Data

Lyft Riders’ Favorite Halloween Haunts

Sarah Conlisk - Oct 27, 2023

In much of the U.S. these days, the air is chillier and the sky is darker. And the vibes? Definitely spookier. At least that’s the conclusion you might draw from Lyft’s data, which shows a significant rise in activity (a rather witch-hat-like bump) in three uniquely eerie cities — Salem, Massachusetts, Sleepy Hollow, New York, and Yuma, Arizona. Indeed, about 12% of these towns’ rideshare activity occurs during the month of October, 33% more than the 8.8% monthly average. 

Here’s what makes these locales so popular during Halloween — and precisely where scare-seekers are going.

The plot shows the percentage of annual rides to Salem, Massachusetts, Sleepy Hollow, New York, and Yuma, Arizona, that occurred each month of 2022. You can see a mysteriously witch-hat-like bump in activity between September 1 and November 1.

Salem, Massachusetts

Salem’s position at the top of the spooky-city list comes as no surprise. It’s been associated with the occult since 1692, the year of the infamous Salem Witch Trials. Here are Lyft riders’ favorite Halloween haunts:

The Salem Witch Museum is the town’s most popular late-October destination. The museum, located in a looming Gothic Revival church with glowing red windows, hosts two core exhibits: an immersive experience on the Witch Trials — with life-size stage sets, a tableau of the devil, and narration — and another on how the concept of “witch” has evolved over time.

This colonial mansion has a cursed history. It was once inhabited by Nathaniel Ropes, a judge and British loyalist. In 1774, a mob of Revolutionaries attacked the house. Ropes, who was already ill from smallpox, died the next day. Sixty-five years later, Nathaniel’s granddaughter Abigail burned to death after her dress caught on fire. In 2009, another fire afflicted the home, with unconfirmed origins. Ghost-seeking visitors still report hearing agonized screams. 
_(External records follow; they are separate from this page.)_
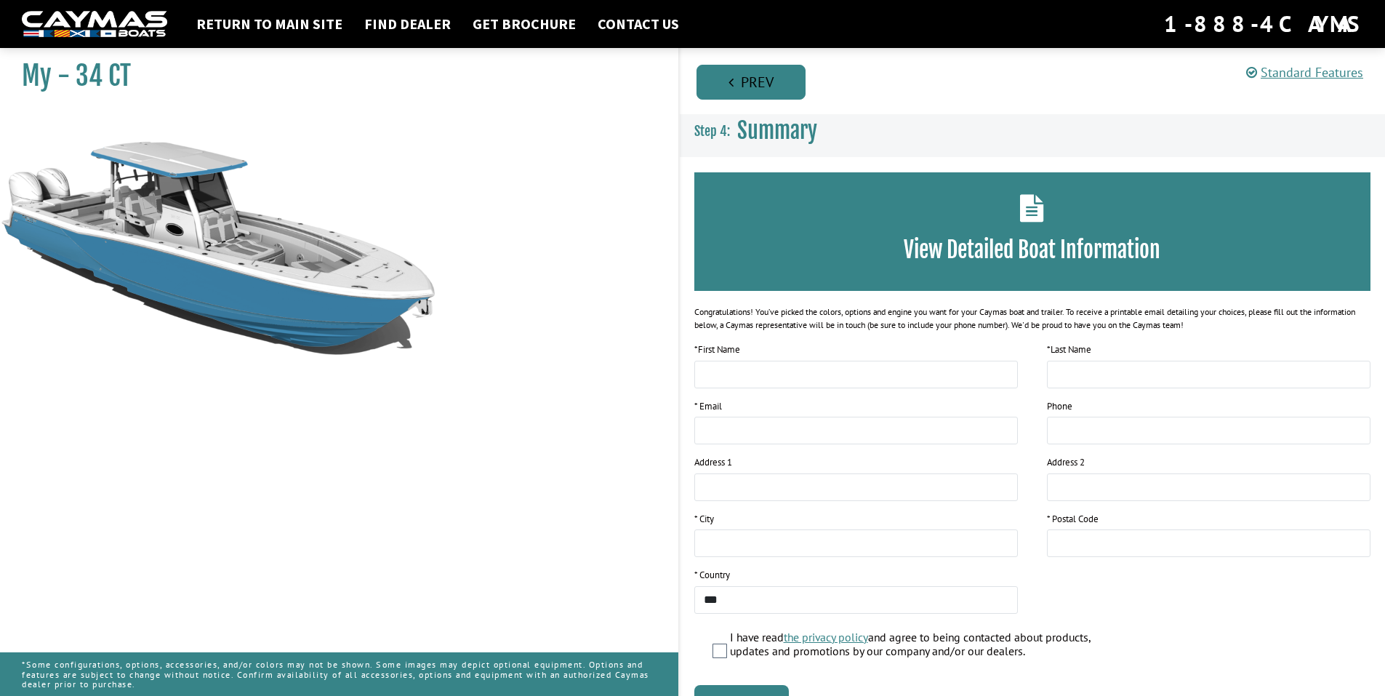 Image resolution: width=1385 pixels, height=696 pixels. What do you see at coordinates (1066, 462) in the screenshot?
I see `label: Address 2` at bounding box center [1066, 462].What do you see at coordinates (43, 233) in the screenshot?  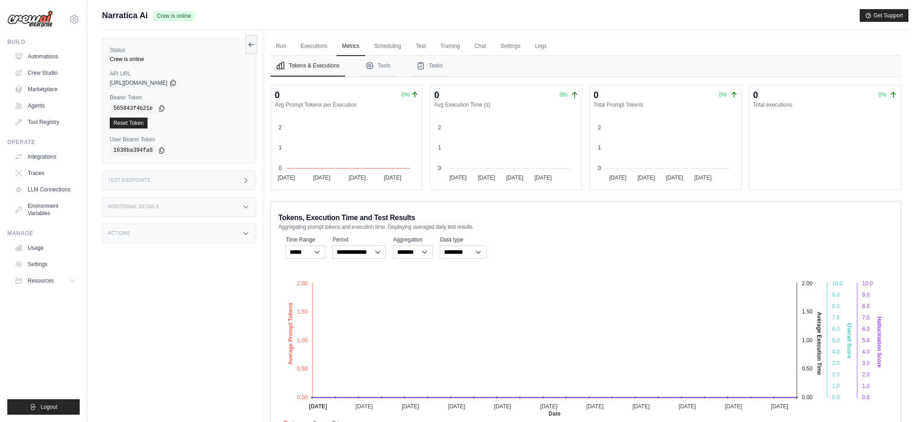 I see `div: Manage` at bounding box center [43, 233].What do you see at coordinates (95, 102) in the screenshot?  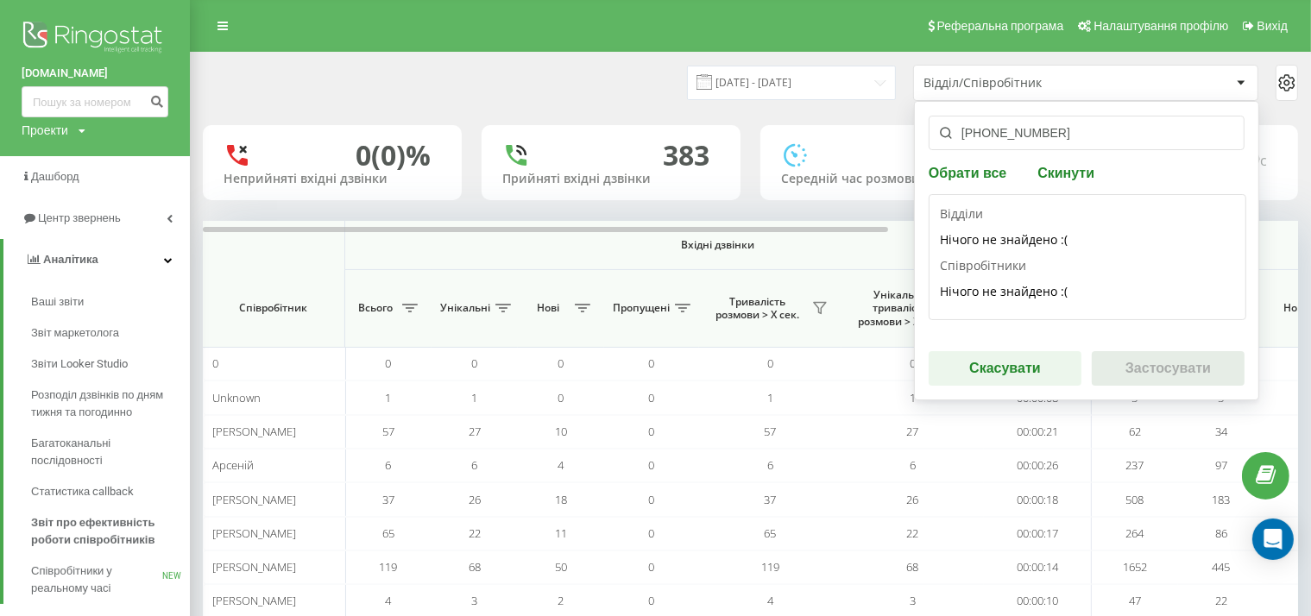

Why might so many Lyft riders visit the innocuous-seeming address of 4 Ocean Avenue —especially on Halloween? It’s the location of Max and Dani’s quaint Victorian-era home from the cult-favorite Disney movie Hocus Pocus

With an athletic team named “The Witches,” it is clear Salem High School is proud of its spooky legacy. But, as the chart shows below, why would there be so many October drop-offs after 11 p.m.? And why are there no corresponding pickups? Some mysteries even data can’t solve…

The figure shows the number of Lyft rides to/from Salem High School after 11pm in Sept 2022 - Jan 2023.

Sleepy Hollow, New York 

Washington Irving made this Hudson Valley town infamous with his 1820 short story “The Legend of Sleepy Hollow,” in which lanky schoolmaster Ichabod Crane disappears after a terrifying encounter with the mythical headless horseman. 

Ten percent of Sleepy Hollow’s October rides are to the sprawling 90-acre cemetery. The graveyard features walking paths, the grave of Washington Irving, and several macabre reenactments

Featured in Irving’s legend — “It stands on a knoll, surrounded by locust-trees and lofty elms” — this 17th-century stone church is the headless horseman’s purported haunt. It also receives 5% of the month’s Lyft rides. 

This Gothic Revival mansion found its way into two feature-length films: House of Dark Shadows (1970) and its sequel, Night of Dark Shadows (1971). It now hosts architectural tours and historical exhibitions, although spook-seekers should consider Lyndhurst After Dark

Yuma, Arizona

Known for its Gold Rush heritage, Yuma also has a claim to the macabre: the Yuma Territorial Prison, an 1800s prison whose inmates included a woman accused of ripping her husband’s heart out of his body and a legendary stagecoach robber, Pearl Hart. The prison was closed due to overcrowding just 33 years after it opened, but the ghosts are said to still linger. 

Twenty percent of rides to the territorial prison occur in October. Among last year’s Lyft riders was Nathalie B. Compton, a reporter for The Washington Post. Compton and her colleague spent the night in the abandoned prison, armed with a camera and an EMF detector, and recorded a minute-by-minute documentation of what they heard. Happily, Compton survived to tell the tale. 

Located next door to the Lyric Theater, this historic Yuma pool hall/casino (now restaurant) can’t seem to shake its sinister past. In a 2019 episode of the reality TV show Ghost Adventures, the team identifies a childlike presence haunting the halls.

Once an underground Western Union telegraph office, Red’s was converted to a brothel-style pub in the 1970s. Narrow hallways and a tight spiral staircase contribute to the saloon’s ominous vibes; visitors describe the second floor as “creepy” and some even claim the ladies’ bathroom is haunted. While Lyft data can’t yet track the undead, it did reveal that almost 2% of all rides in late October in Yuma are to Red’s, and almost all after 7 p.m. — so the joint certainly seems to come alive at night.